━━ SOURCE MATERIAL ━━

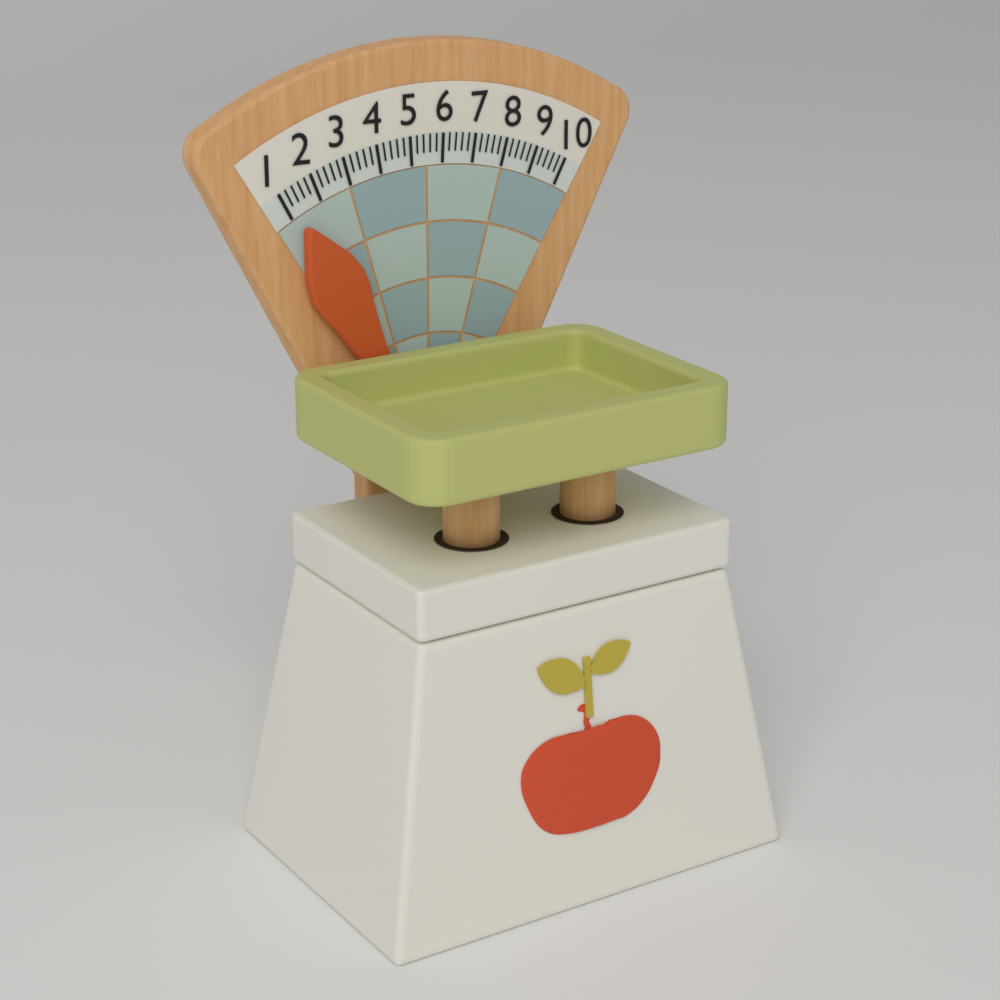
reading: 1.2 (no unit)
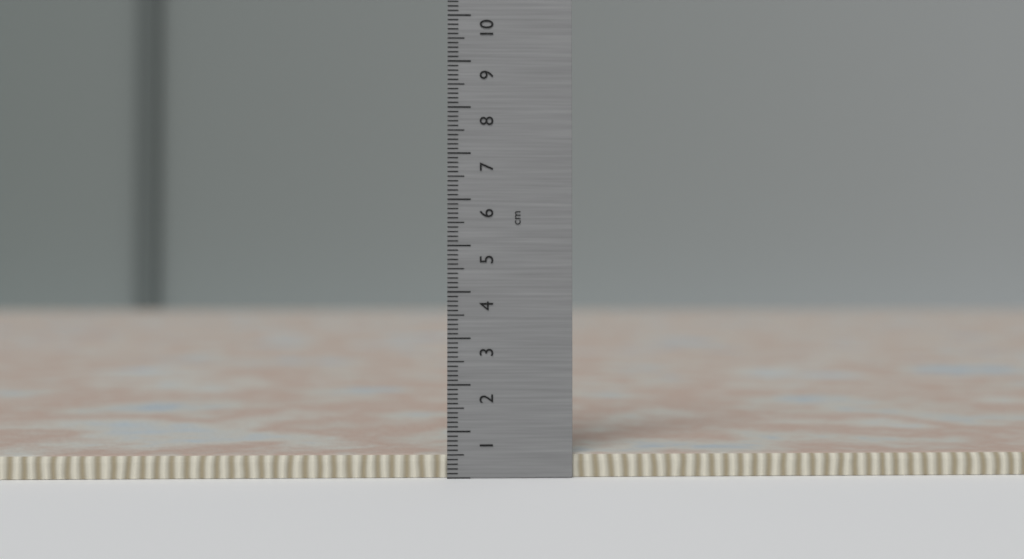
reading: 0.5 cm
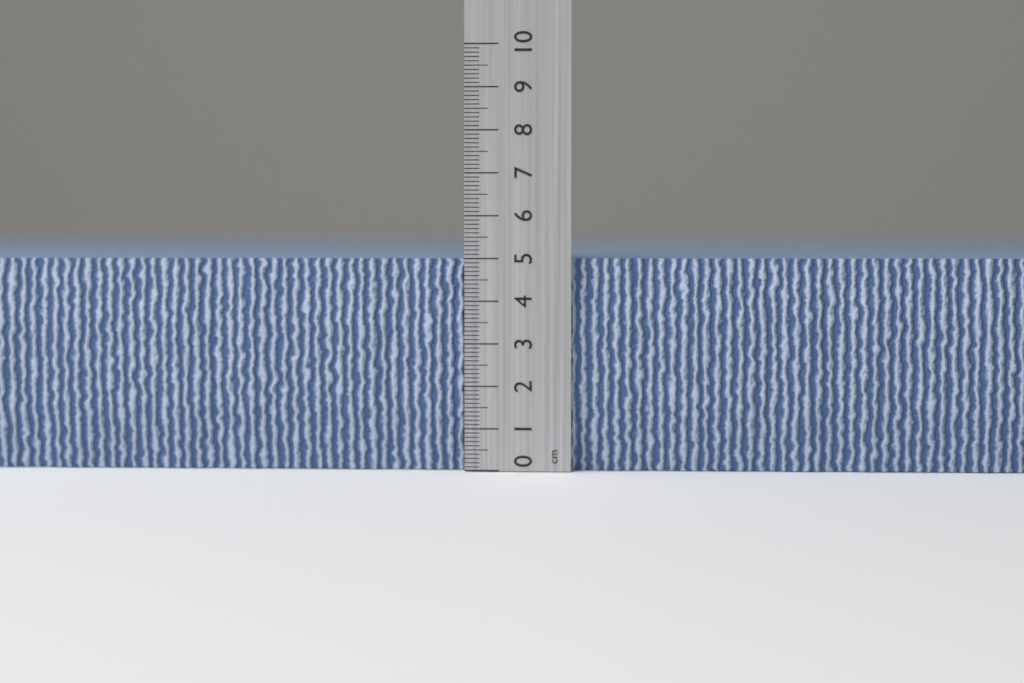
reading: 5.0 cm
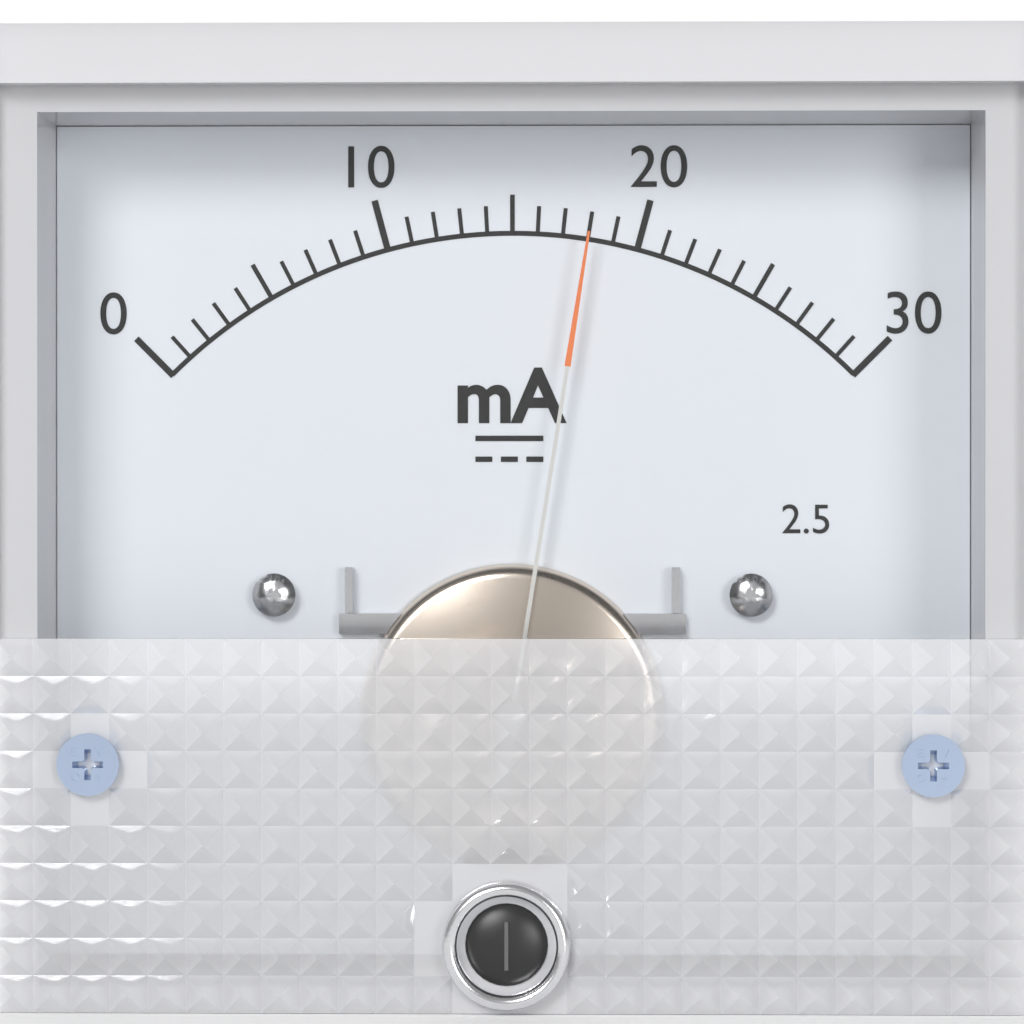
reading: 18 mA
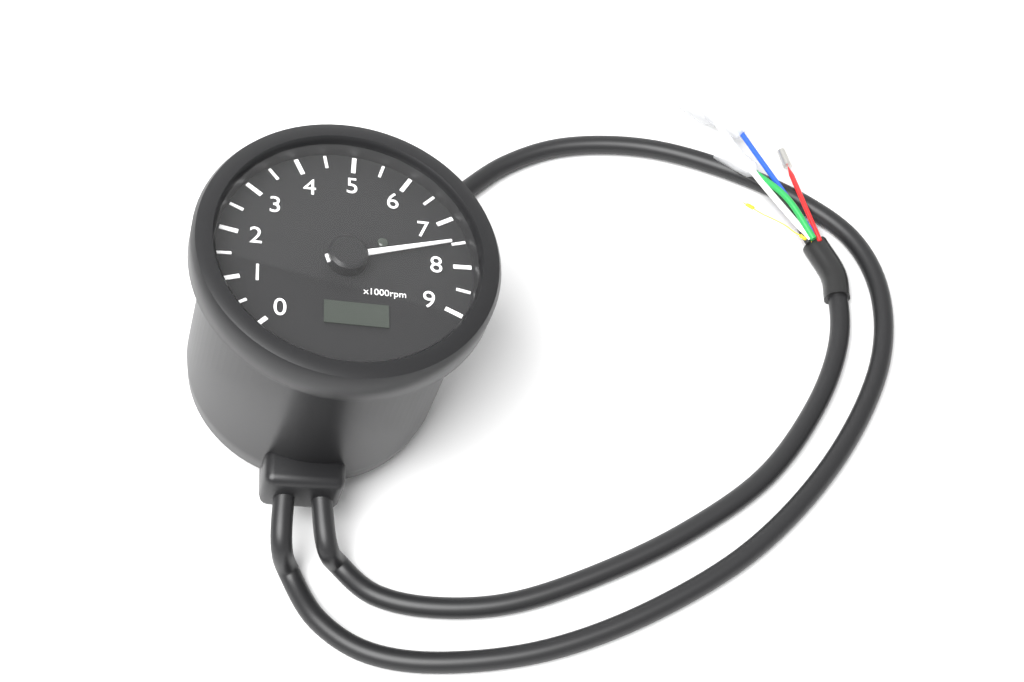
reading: 7500 rpm
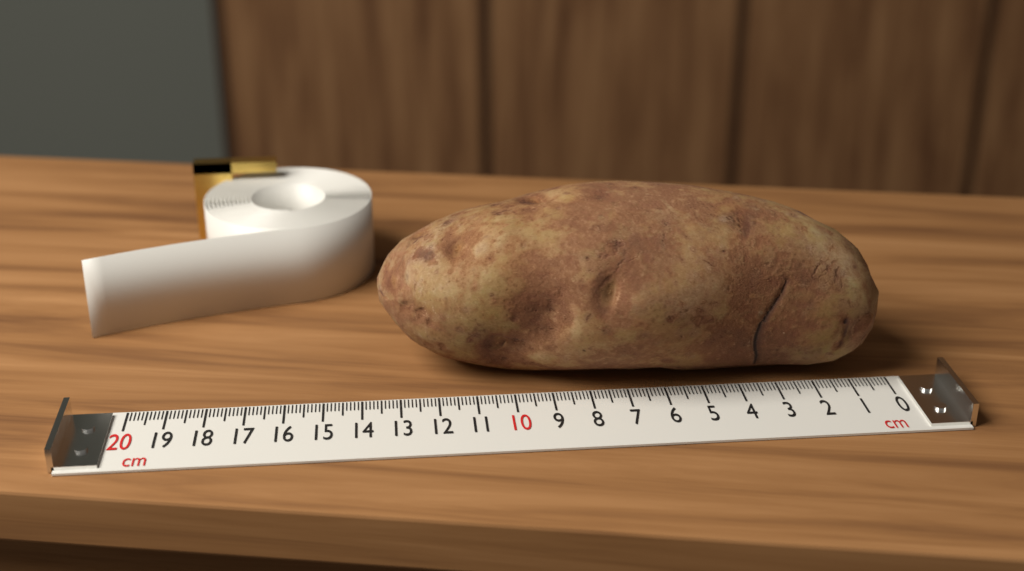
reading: 13.5 cm
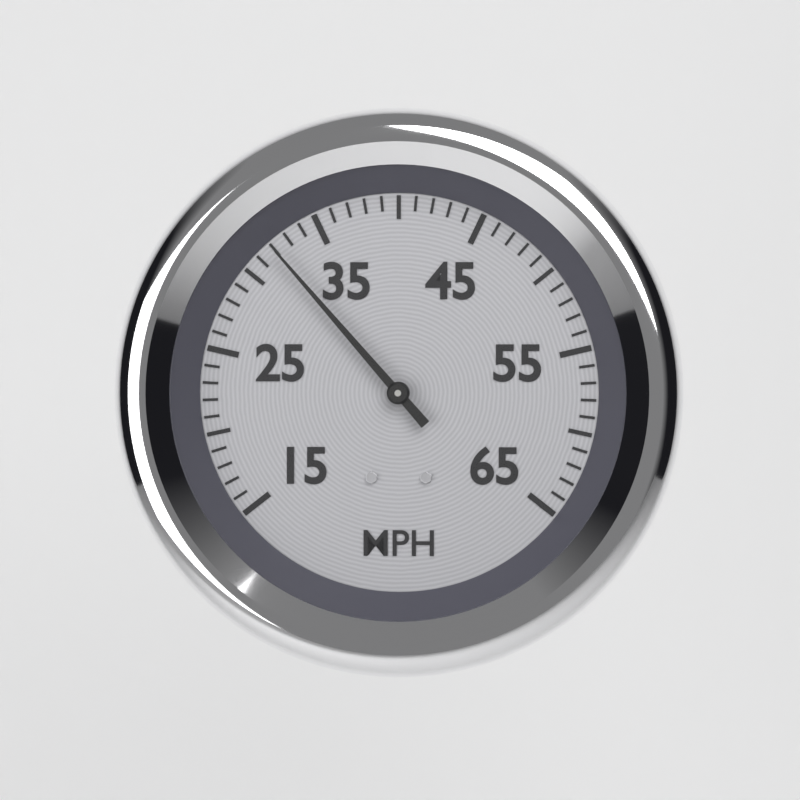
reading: 32 MPH
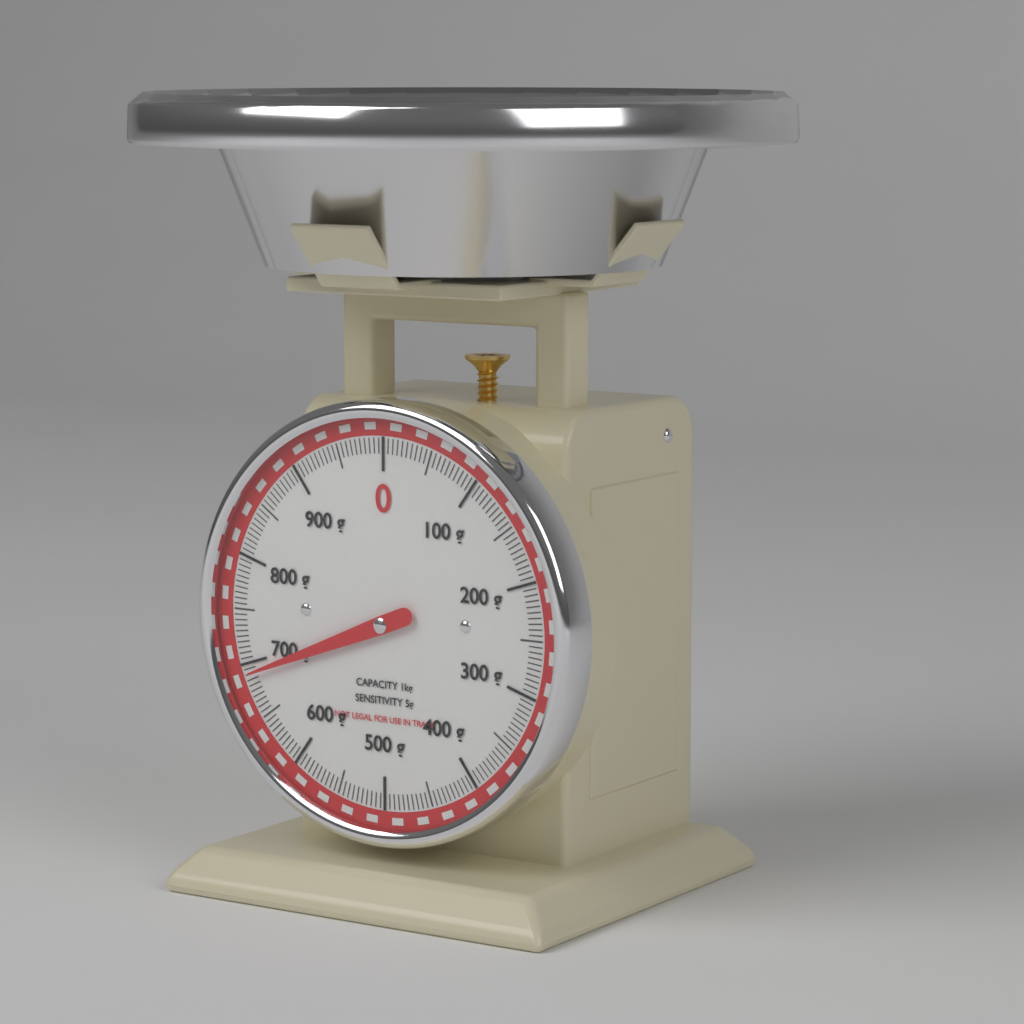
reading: 690 g
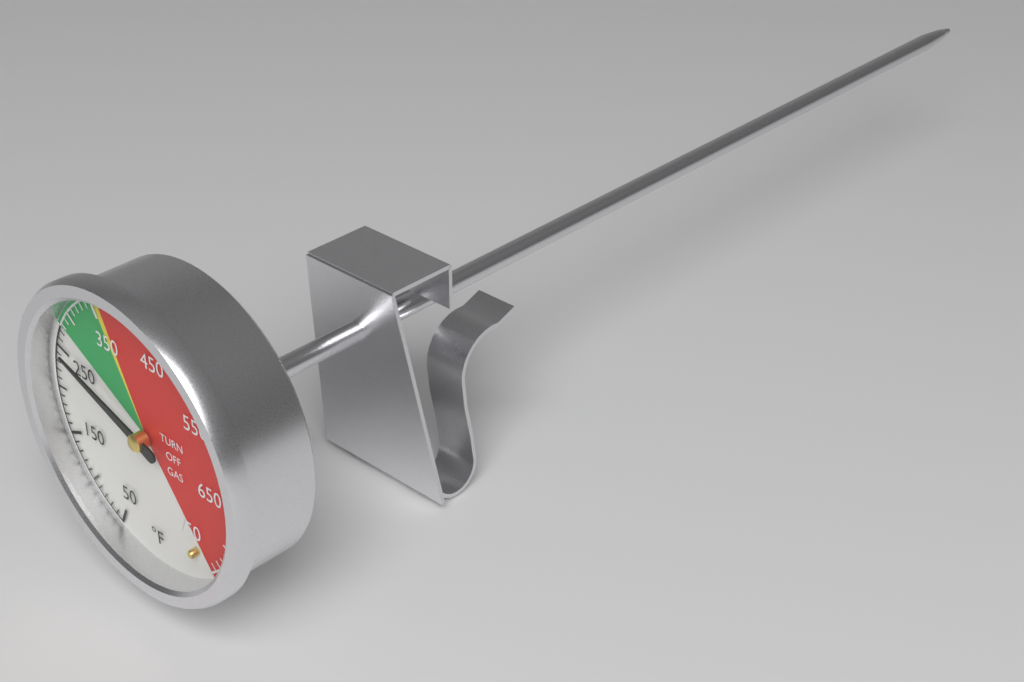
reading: 250 °F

━━━

YOUR INSTRUCTIONS:
Pictures must be left out. Return verbatim only the lines from the line with "reading: 5.0 cm" through the final line of the material above, including both ends.

EXPECTED ANSWER:
reading: 5.0 cm
reading: 18 mA
reading: 7500 rpm
reading: 13.5 cm
reading: 32 MPH
reading: 690 g
reading: 250 °F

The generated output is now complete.